We appreciate your patience with us as we address this situation and ensure that we eliminate it going forward. I’ll have another update on our progress and status by 3:30pm PST.
3:30pm Update: We’re back online and investigating what happened. I’ll have another update tonight.
Posted by athena on February 29, 2008 – 9:17 pm

It will be exactly like this except with more release goodness and less neon lighting.
Ning and the social networks running on it will be unavailable on Saturday night, March 1st from 11pm to 1am 2am Pacific Time while we upgrade the platform in preparation for our upcoming network release. We will be back in action early Sunday morning. Thanks!
UPDATE at 9pm on Saturday: We’re now looking at a window from 11pm to 2am.
Posted by diego on February 12, 2008 – 4:06 pm
This morning we found that we had introduced a problem in the release last night that affected the stability of the platform. This was the reason for the downtime early today, which lasted for a little over an hour.

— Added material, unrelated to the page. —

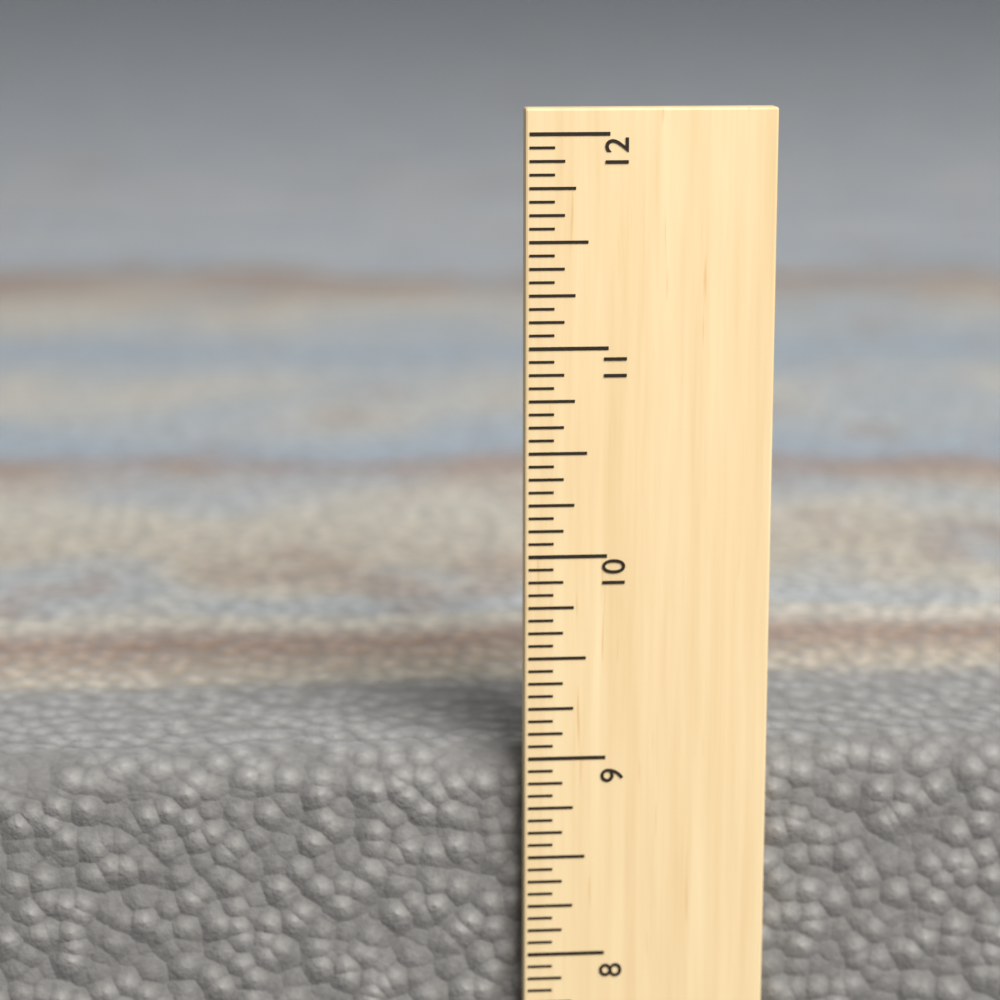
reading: 9.0000 in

We also had downtime for about 20 minutes at 2 PM, PST. The source of this was related, but different, than the problem we experienced earlier in the morning.
We do know that what is creating instability is part of the distributed caching infrastructure we use to speed up data access operations. However, we don’t know exactly why this is happening, although we’re working feverishly to find the source of the problem and fix it.
As part of this work, we are now taking a 30 minute planned downtime to restart some components and remove new systems we added earlier today.
If the problem happens again later today, we may have to roll back the release done last night to make sure that some subtle bug isn’t responsible for this instability.
This problem is affecting runtime, not storage, so the data on your Ning Networks remains safe.
Rest assured that solving this problem is our highest priority right now. We will continue to post updates as we have them, here, as well as on Network Creators and the Ning Status Blog.
Thanks!
Posted by Gina Bianchini on February 12, 2008 – 9:44 am
One never likes to put out a new release to find an unexpected issue the next morning. Yet, that’s exactly the situation we found ourselves in today. Our sincere apologies.
We introduced a database issue with this release that we’re currently patching during this downtime. This was unexpected and type of issue that shows up in production despite copious amounts of testing.
We should be back online by 9:50am PST and I’ll have another update shortly.
Again, our sincere apologies and we’re working to ensure that we get out in front of anything else that might be an issue today.
Thanks again for your patience. We really appreciate it!
UPDATE AT 9:50AM PST: We are going to need 5 more minutes as we restart the systems.
UPDATE AT 10:00AM PST: And…we’re back. Please let us know via the Ning Help Center if you are still seeing any issues and we’ll keep you posted as we debrief the situation.
Posted by Kyle Ford on February 11, 2008 – 1:52 pm

We’re rolling out some exciting new features tonight, and this means that Ning and your networks will be unavailable from 11pm to 12am Pacific Time.
If you’d like to follow the progress, the Ning Status Blog is the place to be.